I thank Jack Dieckmann for reading my critique of the proposed California State Math Framework (“California’s New Math Framework Doesn’t Add Up”) and for writing a response (“Stanford Summer Math Camp Researchers Defend Study”). In the article, I point to scores of studies cited by What Works Clearinghouse Practice Guides as examples of high-quality research that the framework ignores. I also mention and two studies of Youcubed-designed math summer camps as examples of flawed, non-causal research that the proposed California State Math Framework embraces.
I focused on outcomes measured by how students performed on four tasks created by the Mathematical Assessment Research Service. Based on MARS data, Youcubed claims that students gained 2.8 years of math learning by attending its first 18-day summer camp in 2015. Dieckmann defends MARS as being “well-respected” and having a “rich legacy,” but he offers no psychometric data to support assessing students with the same four MARS tasks pre- and post-camp and converting gains into years of learning. Test-retest using the same instrument within such a short period of time is rarely good practice. And lacking a comparison or control group prevents the authors from making credible causal inferences from the scores.
Is there evidence that MARS tasks should not be used to measure the camps’ learning gains? Yes, quite a bit. The MARS website includes the following warning: “Note: please bear in mind that these materials are still in draft and unpolished form.” Later that point is reiterated, “Note: please bear in mind that these prototype materials need some further trialing before inclusion in a high-stakes test.” I searched the list of assessments covered in the latest edition of the Buros Center’s Mental Measurements Yearbook, regarded as the encyclopedia of cognitive tests, and could find no entry for MARS. Finally, Evidence for ESSA and What Works Clearinghouse are the two main repositories for high quality program evaluations and studies of education interventions. I searched both sites and found no studies using MARS.
The burden of proof is on any study using four MARS tasks to measure achievement gains to justify choosing that particular instrument for that particular purpose.
Dieckmann is correct that I did not discuss the analysis of change in math grades, even though a comparison group was selected using a matching algorithm. The national camp study compared the change in pre- and post-camp math grades, converted to a 4-point scale, of camp participants and matched non-participants. One reason not to take the “math GPA data” seriously is that grades are missing for more than one-third of camp participants (36%). Moreover, baseline statistics on math grades are not presented for treatment and comparison groups. Equivalence of the two groups’ GPAs before the camps cannot be verified.
Let’s give the benefit of doubt and assume the two groups had similar pre-camp grades. Are post-camp grade differences meaningful? The paper states, “On average, students who attended camp had a math GPA that was 0.16 points higher than similar non-attendees.” In a real-world sense, that’s not very impressive on a four-point scale. We learn in the narrative that special education students made larger gains than non-special education students. Non-special education students’ one-tenth of a GPA point gain is underwhelming.
Moreover, as reported in Table 5, camp dosage, as measured in hours of instruction, is inversely related to math GPA. More instruction is associated with less impact on GPA. When camps are grouped into three levels of instructional hours (low, medium, and high dosage), effects decline from low (0.27) to medium (0.09) to high (0.04) dosage. This is precisely the opposite of the pattern of changes reported for the MARS outcome—and the opposite of what one would expect if increased exposure to the camps boosted math grades.
The proposed California Math Framework relies on Youcubed for its philosophical outlook on K-12 mathematics: encouraging how the subject should be taught, defining its most important curricular topics, providing guidance on how schools should organize students into different coursework, and recommending the best way of measuring the mathematics that students learn. With the research it cites as compelling and the research it ignores as inconsequential, the framework also sets a standard for what it sees as empirical evidence that educators should follow in making the crucial daily decisions that shape teaching and learning.
It’s astonishing that California’s K-12 math policy is poised to take the wrong road on so many important aspects of education.
Tom Loveless, a former 6th-grade teacher and Harvard public policy professor, is an expert on student achievement, education policy, and reform in K–12 schools. He also was a member of the National Math Advisory Panel and U.S. representative to the General Assembly, International Association for the Evaluation of Educational Achievement, 2004–2012.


**Exercise directions**
Repeat all the records, precisely as given.

........

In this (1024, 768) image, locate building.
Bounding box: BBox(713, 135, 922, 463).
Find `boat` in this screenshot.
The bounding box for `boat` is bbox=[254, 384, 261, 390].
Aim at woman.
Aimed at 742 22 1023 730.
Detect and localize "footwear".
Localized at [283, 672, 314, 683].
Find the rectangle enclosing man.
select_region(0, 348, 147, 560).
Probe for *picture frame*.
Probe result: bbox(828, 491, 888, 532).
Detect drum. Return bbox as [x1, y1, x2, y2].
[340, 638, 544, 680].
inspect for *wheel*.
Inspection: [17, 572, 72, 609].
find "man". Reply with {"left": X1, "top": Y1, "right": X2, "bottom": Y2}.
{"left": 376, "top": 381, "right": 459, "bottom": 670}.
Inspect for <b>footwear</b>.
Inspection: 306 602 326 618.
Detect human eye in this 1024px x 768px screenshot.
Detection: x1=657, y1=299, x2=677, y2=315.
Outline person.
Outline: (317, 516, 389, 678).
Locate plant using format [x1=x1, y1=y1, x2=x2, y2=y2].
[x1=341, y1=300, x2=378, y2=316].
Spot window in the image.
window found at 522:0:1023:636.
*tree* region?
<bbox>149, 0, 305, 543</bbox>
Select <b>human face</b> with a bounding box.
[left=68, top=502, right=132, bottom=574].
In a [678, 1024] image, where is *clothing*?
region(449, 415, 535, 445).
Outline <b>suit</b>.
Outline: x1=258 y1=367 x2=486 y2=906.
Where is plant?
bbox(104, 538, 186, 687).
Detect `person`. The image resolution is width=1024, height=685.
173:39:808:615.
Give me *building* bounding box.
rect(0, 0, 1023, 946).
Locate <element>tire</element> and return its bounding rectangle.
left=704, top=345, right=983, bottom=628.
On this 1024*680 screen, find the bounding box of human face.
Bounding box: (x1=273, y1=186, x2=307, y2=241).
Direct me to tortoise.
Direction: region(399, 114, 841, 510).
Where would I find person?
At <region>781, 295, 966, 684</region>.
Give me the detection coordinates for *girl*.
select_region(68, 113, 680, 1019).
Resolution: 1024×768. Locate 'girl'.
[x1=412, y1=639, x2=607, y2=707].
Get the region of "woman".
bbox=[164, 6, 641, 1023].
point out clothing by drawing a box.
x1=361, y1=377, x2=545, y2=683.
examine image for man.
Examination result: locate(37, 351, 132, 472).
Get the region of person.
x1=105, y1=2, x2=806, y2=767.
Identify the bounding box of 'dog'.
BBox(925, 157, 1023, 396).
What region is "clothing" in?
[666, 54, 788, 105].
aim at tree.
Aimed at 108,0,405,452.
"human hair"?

........

**Result**
In this (1024, 768) image, locate building.
Bounding box: BBox(713, 135, 922, 463).
Find `boat` in this screenshot.
The bounding box for `boat` is bbox=[254, 384, 261, 390].
Aim at woman.
Aimed at 742 22 1023 730.
Detect and localize "footwear".
Localized at [283, 672, 314, 683].
Find the rectangle enclosing man.
select_region(0, 348, 147, 560).
Probe for *picture frame*.
Probe result: bbox(828, 491, 888, 532).
Detect drum. Return bbox as [x1, y1, x2, y2].
[340, 638, 544, 680].
inspect for *wheel*.
Inspection: [17, 572, 72, 609].
find "man". Reply with {"left": X1, "top": Y1, "right": X2, "bottom": Y2}.
{"left": 376, "top": 381, "right": 459, "bottom": 670}.
Inspect for <b>footwear</b>.
Inspection: 306 602 326 618.
Detect human eye in this 1024px x 768px screenshot.
Detection: x1=657, y1=299, x2=677, y2=315.
Outline person.
Outline: (317, 516, 389, 678).
Locate plant using format [x1=x1, y1=y1, x2=x2, y2=y2].
[x1=341, y1=300, x2=378, y2=316].
Spot window in the image.
window found at 522:0:1023:636.
*tree* region?
<bbox>149, 0, 305, 543</bbox>
Select <b>human face</b> with a bounding box.
[left=68, top=502, right=132, bottom=574].
In a [678, 1024] image, where is *clothing*?
region(449, 415, 535, 445).
Outline <b>suit</b>.
Outline: x1=258 y1=367 x2=486 y2=906.
Where is plant?
bbox(104, 538, 186, 687).
Detect `person`. The image resolution is width=1024, height=685.
173:39:808:615.
Give me *building* bounding box.
rect(0, 0, 1023, 946).
Locate <element>tire</element> and return its bounding rectangle.
left=704, top=345, right=983, bottom=628.
On this 1024*680 screen, find the bounding box of human face.
Bounding box: (x1=273, y1=186, x2=307, y2=241).
Direct me to tortoise.
Direction: region(399, 114, 841, 510).
Where would I find person?
At <region>781, 295, 966, 684</region>.
Give me the detection coordinates for *girl*.
select_region(68, 113, 680, 1019).
Resolution: 1024×768. Locate 'girl'.
[x1=412, y1=639, x2=607, y2=707].
Get the region of "woman".
bbox=[164, 6, 641, 1023].
point out clothing by drawing a box.
x1=361, y1=377, x2=545, y2=683.
examine image for man.
Examination result: locate(37, 351, 132, 472).
Get the region of person.
x1=105, y1=2, x2=806, y2=767.
Identify the bounding box of 'dog'.
BBox(925, 157, 1023, 396).
What region is "clothing" in?
[666, 54, 788, 105].
aim at tree.
Aimed at 108,0,405,452.
"human hair"?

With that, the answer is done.